Kim and Ken Heyrman

Kim and Ken Heyrman

It was a little past six p.m. on the evening of Tuesday, January 4th, 1994. Eleven-year-old Kim Heyrman and her eight-year-old brother Ken left their home in Antwerp, Belgium, and went to visit their friends David and Natacha Musik. David was not at home, though, having earlier traveled to the nearby town of Merksem to play football. Kim and Ken boarded a tram to the football pitch so they could watch the game; numerous witnesses saw the siblings on the tram and confirmed that they had gotten off at Schijnpoort. After they disembarked, the children’s whereabouts were unclear.

Over the following few days, there were some reported sightings of Kim and Ken; one person claimed to have seen them in a movie theater on Wednesday, January 5th; another witness asserted that the siblings had been in a café on Thursday, January 6th; and still another individual purportedly saw them on a bus bound for Putte on Friday, January 7th. None of these sightings could be confirmed, and indeed, in light of later events, it would seem that the witness accounts might have been erroneous.

Hundreds of volunteers in Antwerp fanned out all over the city looking for the missing children, but for more than a month, they had no luck. Then, on February 11th, the body of eleven-year-old Kim Heyrman was discovered. The little girl had been raped and viciously stabbed numerous times in the neck, chest, and abdomen. A mariner found her floating in the Asiadok at the port of Antwerp, her bra ripped off, her underwear around her ankles. No sign of her eight-year-old brother Ken was apparent.

As Kim was found clad in the same clothes she had been wearing on the day she went missing, it was presumed that the subsequent sightings of her that had taken place on the days following her disappearance had been cases of mistaken identity.

Despite a massive search in the years since the incident, Ken Heyrman has never been found. He was presumed murdered alongside his sister, and he was declared dead in 2004. Ominously, two weeks after Kim’s body was fished out of the water, someone dumped Ken’s jacket in the same area, and several weeks after that, this same mysterious individual also pushed Ken’s football gloves through the mail slot at the Heyrman family home. Though it seems obvious that this person was likely the killer, and that he was possibly taunting law enforcement and the family of the murdered children, no hint of his identity has ever been established.

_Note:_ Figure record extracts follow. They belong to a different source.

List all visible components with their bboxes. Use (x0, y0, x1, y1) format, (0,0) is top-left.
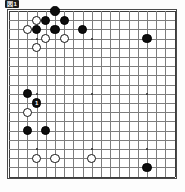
white-stone[interactable] (32, 16, 41, 25)
grid-line-horizontal (9, 121, 175, 122)
star-point (91, 93, 93, 95)
grid-line-horizontal (9, 112, 175, 113)
star-point (146, 148, 148, 150)
star-point (36, 38, 38, 40)
black-stone[interactable] (142, 34, 151, 43)
white-stone[interactable] (23, 108, 32, 117)
star-point (36, 93, 38, 95)
white-stone[interactable] (60, 34, 69, 43)
black-stone[interactable]: 1 (32, 98, 41, 107)
grid-line-horizontal (9, 177, 175, 178)
grid-line-vertical (129, 11, 130, 177)
white-stone[interactable] (50, 154, 59, 163)
grid-line-vertical (138, 11, 139, 177)
grid-line-vertical (175, 11, 176, 177)
grid-line-vertical (110, 11, 111, 177)
white-stone[interactable] (23, 25, 32, 34)
figure-caption-text: 図1 (7, 0, 17, 8)
figure-caption-badge: 図1 (5, 0, 19, 8)
grid-line-vertical (156, 11, 157, 177)
star-point (146, 93, 148, 95)
star-point (36, 148, 38, 150)
grid-line-vertical (119, 11, 120, 177)
black-stone[interactable] (60, 16, 69, 25)
grid-line-vertical (165, 11, 166, 177)
grid-line-vertical (101, 11, 102, 177)
stone-move-number: 1 (35, 100, 38, 106)
black-stone[interactable] (50, 6, 59, 15)
go-board[interactable]: 1 (7, 9, 177, 179)
white-stone[interactable] (32, 154, 41, 163)
black-stone[interactable] (50, 25, 59, 34)
star-point (91, 38, 93, 40)
grid-line-horizontal (9, 131, 175, 132)
star-point (91, 148, 93, 150)
go-diagram-figure: 図1 1 (0, 0, 185, 192)
black-stone[interactable] (142, 163, 151, 172)
grid-line-horizontal (9, 140, 175, 141)
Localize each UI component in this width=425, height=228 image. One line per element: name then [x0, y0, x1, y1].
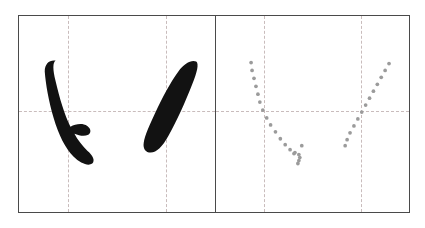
stroke-glyph-pie-dotted	[313, 16, 410, 212]
trace-dot	[379, 75, 383, 79]
trace-dot	[296, 162, 300, 166]
panel-1-shu-wan-gou-solid	[19, 16, 117, 212]
panel-2-pie-solid	[117, 16, 215, 212]
stroke-glyph-pie-solid	[117, 16, 215, 212]
trace-dot	[269, 123, 273, 127]
stroke-glyph-shu-wan-gou-solid	[19, 16, 117, 212]
ink-path-shu-wan-gou	[45, 60, 94, 164]
panel-3-shu-wan-gou-dotted	[216, 16, 313, 212]
trace-dot	[300, 144, 304, 148]
trace-dot	[355, 117, 359, 121]
trace-dot	[278, 137, 282, 141]
trace-dot	[258, 100, 262, 104]
trace-dot	[254, 84, 258, 88]
trace-dot	[387, 62, 391, 66]
trace-dot	[359, 110, 363, 114]
trace-dot	[343, 144, 347, 148]
trace-dot	[383, 69, 387, 73]
trace-dot	[363, 103, 367, 107]
trace-dot	[261, 108, 265, 112]
trace-dot	[288, 148, 292, 152]
stroke-glyph-shu-wan-gou-dotted	[216, 16, 313, 212]
ink-path-pie	[144, 61, 198, 153]
panel-4-pie-dotted	[313, 16, 410, 212]
trace-dot	[352, 124, 356, 128]
dotted-trace-group	[215, 15, 410, 213]
trace-dot	[274, 130, 278, 134]
stroke-reference-figure	[0, 0, 425, 228]
trace-dot	[283, 143, 287, 147]
trace-dot	[292, 152, 296, 156]
trace-dot	[371, 89, 375, 93]
trace-dot	[265, 116, 269, 120]
trace-dot	[256, 92, 260, 96]
trace-dot	[375, 82, 379, 86]
solid-ink-group	[18, 15, 216, 213]
trace-dot	[367, 96, 371, 100]
trace-dot	[252, 76, 256, 80]
trace-dot	[250, 69, 254, 73]
trace-dot	[345, 138, 349, 142]
trace-dot	[249, 61, 253, 65]
trace-dot	[348, 131, 352, 135]
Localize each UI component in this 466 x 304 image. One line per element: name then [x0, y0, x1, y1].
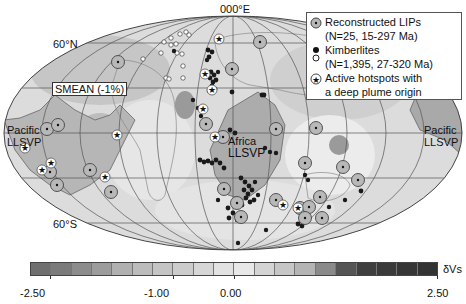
svg-text:★: ★ [279, 200, 287, 210]
colorbar-segment [275, 263, 295, 275]
pacific-llsvp-right-label: Pacific LLSVP [424, 124, 458, 148]
svg-text:★: ★ [101, 172, 109, 182]
colorbar-segment [194, 263, 214, 275]
colorbar-segment [72, 263, 92, 275]
colorbar-segment [51, 263, 71, 275]
svg-text:★: ★ [294, 203, 302, 213]
svg-text:★: ★ [211, 132, 219, 142]
colorbar-label: δVs [443, 263, 462, 275]
legend-lips-detail: (N=25, 15-297 Ma) [325, 30, 418, 43]
colorbar-segment [234, 263, 254, 275]
central-meridian-label: 000°E [220, 3, 250, 15]
svg-text:★: ★ [199, 104, 207, 114]
legend-kimberlites-label: Kimberlites [325, 44, 379, 57]
legend-kimberlites-detail: (N=1,395, 27-320 Ma) [325, 58, 433, 71]
colorbar-segment [255, 263, 275, 275]
colorbar-segment [153, 263, 173, 275]
pacific-llsvp-left-label: Pacific LLSVP [7, 124, 41, 148]
africa-llsvp-label: Africa LLSVP [228, 135, 265, 159]
svg-text:★: ★ [47, 158, 55, 168]
colorbar-segment [173, 263, 193, 275]
colorbar-segment [316, 263, 336, 275]
colorbar-segment [112, 263, 132, 275]
model-label: SMEAN (-1%) [52, 82, 127, 96]
colorbar [30, 262, 438, 276]
svg-text:★: ★ [38, 165, 46, 175]
colorbar-segment [418, 263, 437, 275]
colorbar-segment [92, 263, 112, 275]
kimberlite-symbol-icon [311, 46, 321, 62]
svg-text:★: ★ [215, 34, 223, 44]
colorbar-tick-zero: 0.00 [220, 287, 241, 299]
colorbar-tick-minus1: -1.00 [144, 287, 169, 299]
lat-60n-label: 60°N [53, 38, 78, 50]
colorbar-tick-min: -2.50 [20, 287, 45, 299]
colorbar-segment [133, 263, 153, 275]
svg-text:★: ★ [208, 85, 216, 95]
lip-symbol-icon [310, 17, 322, 29]
svg-text:★: ★ [312, 75, 320, 85]
svg-text:★: ★ [113, 130, 121, 140]
legend-lips-label: Reconstructed LIPs [325, 16, 421, 29]
colorbar-segment [397, 263, 417, 275]
lat-60s-label: 60°S [53, 218, 77, 230]
colorbar-segment [357, 263, 377, 275]
colorbar-segment [377, 263, 397, 275]
colorbar-segment [214, 263, 234, 275]
colorbar-segment [31, 263, 51, 275]
colorbar-segment [295, 263, 315, 275]
svg-text:★: ★ [201, 69, 209, 79]
colorbar-segment [336, 263, 356, 275]
legend: Reconstructed LIPs (N=25, 15-297 Ma) Kim… [306, 12, 462, 100]
legend-hotspots-detail: a deep plume origin [325, 86, 422, 99]
hotspot-symbol-icon: ★ [310, 73, 322, 85]
legend-hotspots-label: Active hotspots with [325, 72, 422, 85]
colorbar-tick-max: 2.50 [427, 287, 448, 299]
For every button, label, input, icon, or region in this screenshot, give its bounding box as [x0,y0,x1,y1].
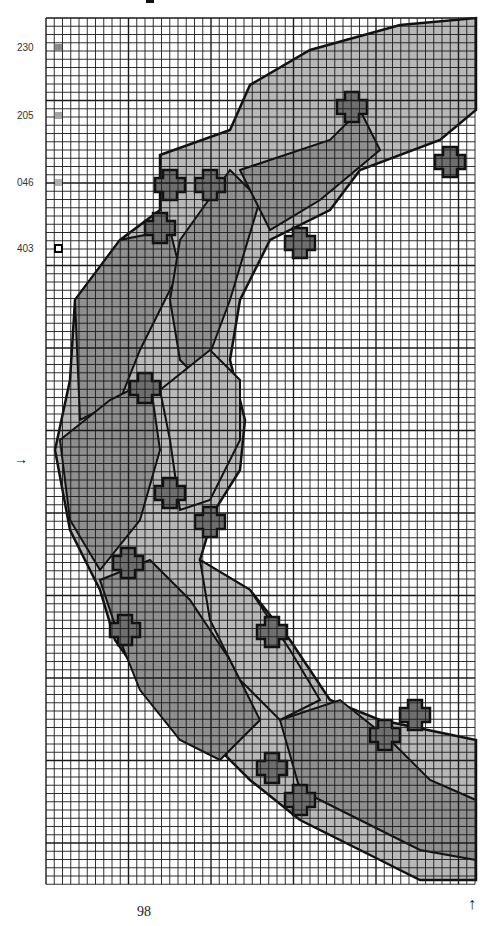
center-col-arrow: ↑ [468,895,476,913]
legend-swatches [55,44,62,252]
legend-swatch [55,44,62,51]
legend-swatch [55,179,62,186]
legend-swatch [55,245,62,252]
page-number: 98 [137,904,151,920]
stitch-chart [0,0,497,926]
center-row-arrow: → [14,451,28,467]
legend-swatch [55,112,62,119]
wreath-shapes [55,18,476,880]
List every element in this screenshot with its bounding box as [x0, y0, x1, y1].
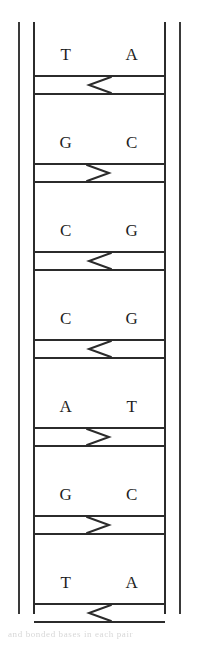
base-pair-labels: TA	[34, 572, 165, 598]
base-pair-cell: TA	[34, 550, 165, 638]
arrow-left-icon	[84, 251, 114, 271]
outer-left-rail	[18, 22, 20, 614]
base-letter-left: T	[55, 572, 77, 594]
outer-right-rail	[179, 22, 181, 614]
base-letter-right: A	[121, 572, 143, 594]
dna-ladder-figure: TAGCCGCGATGCTA and bonded bases in each …	[0, 0, 200, 646]
arrow-left-icon	[84, 339, 114, 359]
base-pair-labels: AT	[34, 396, 165, 422]
arrow-right-icon	[84, 515, 114, 535]
hydrogen-bond-rung	[34, 75, 165, 95]
caption-artifact: and bonded bases in each pair	[8, 628, 192, 640]
hydrogen-bond-rung	[34, 163, 165, 183]
base-letter-right: T	[121, 396, 143, 418]
base-letter-right: C	[121, 132, 143, 154]
arrow-right-icon	[84, 163, 114, 183]
hydrogen-bond-rung	[34, 251, 165, 271]
base-letter-left: C	[55, 220, 77, 242]
hydrogen-bond-rung	[34, 515, 165, 535]
arrow-left-icon	[84, 75, 114, 95]
base-pair-cell: GC	[34, 110, 165, 198]
base-pair-labels: CG	[34, 308, 165, 334]
hydrogen-bond-rung	[34, 603, 165, 623]
base-pair-cell: CG	[34, 198, 165, 286]
arrow-right-icon	[84, 427, 114, 447]
base-pair-labels: GC	[34, 484, 165, 510]
base-letter-left: G	[55, 484, 77, 506]
base-pair-cell: AT	[34, 374, 165, 462]
base-pair-labels: CG	[34, 220, 165, 246]
hydrogen-bond-rung	[34, 339, 165, 359]
base-letter-left: C	[55, 308, 77, 330]
arrow-left-icon	[84, 603, 114, 623]
hydrogen-bond-rung	[34, 427, 165, 447]
base-letter-right: G	[121, 308, 143, 330]
base-pair-labels: GC	[34, 132, 165, 158]
base-pair-labels: TA	[34, 44, 165, 70]
base-letter-right: C	[121, 484, 143, 506]
base-letter-right: G	[121, 220, 143, 242]
base-pair-cell: TA	[34, 22, 165, 110]
base-pair-cell: CG	[34, 286, 165, 374]
base-pair-cell: GC	[34, 462, 165, 550]
base-letter-right: A	[121, 44, 143, 66]
base-letter-left: G	[55, 132, 77, 154]
base-letter-left: A	[55, 396, 77, 418]
base-letter-left: T	[55, 44, 77, 66]
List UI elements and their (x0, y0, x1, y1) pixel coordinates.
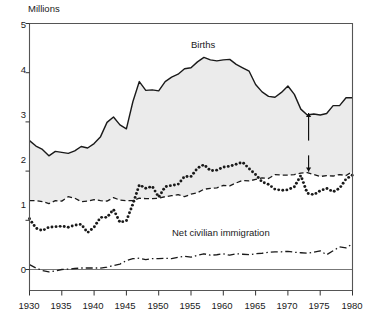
chart-figure: Millions 5 4 3 2 1 0 1930 1935 1940 1945… (0, 0, 372, 323)
chart-canvas (0, 0, 372, 323)
series-net-civilian-immigration (30, 244, 353, 272)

However, Belgian police did have one fairly solid suspect: Manuel Heyrman, who was Ken’s biological father and Kim’s adopted father. Manuel had divorced the children’s mother Tinny Mast several years before, and had an extremely weak alibi for the time of the siblings’ disappearance. In addition, he also sent a letter to investigating authorities, claiming that the children had been murdered and then thrown into the Albert Canal, a location not far from the actual spot where Kim’s body would later turn up. In addition, Manuel Heyrman attempted suicide only four days prior to his adopted daughter’s body being recovered. Though Manuel was extensively questioned, it seemed there was not enough physical evidence to tie him directly to the crime, particularly since Kim’s remains had been too decomposed to obtain a semen sample from her murderer.

Another person of interest was Belgian serial killer Ronald Janssen, who was convicted in 2011 of three murders: that of eighteen-year-old Annick Van Uytsel in April of 2007, and the double murder of eighteen-year-old Shana Appeltans and her twenty-two-year-old boyfriend Kevin Paulus in early January of 2010. Janssen also admitted to committing at least five other rapes, though authorities speculate he may have perpetrated four times that many between the years of 2001 and 2010.

As of February 2023, Ronald Janssen is serving a life sentence at a prison in Limbourg, Belgium. He has not admitted to the slayings of Kim and Ken Heyrman, and their murders remain an open investigation.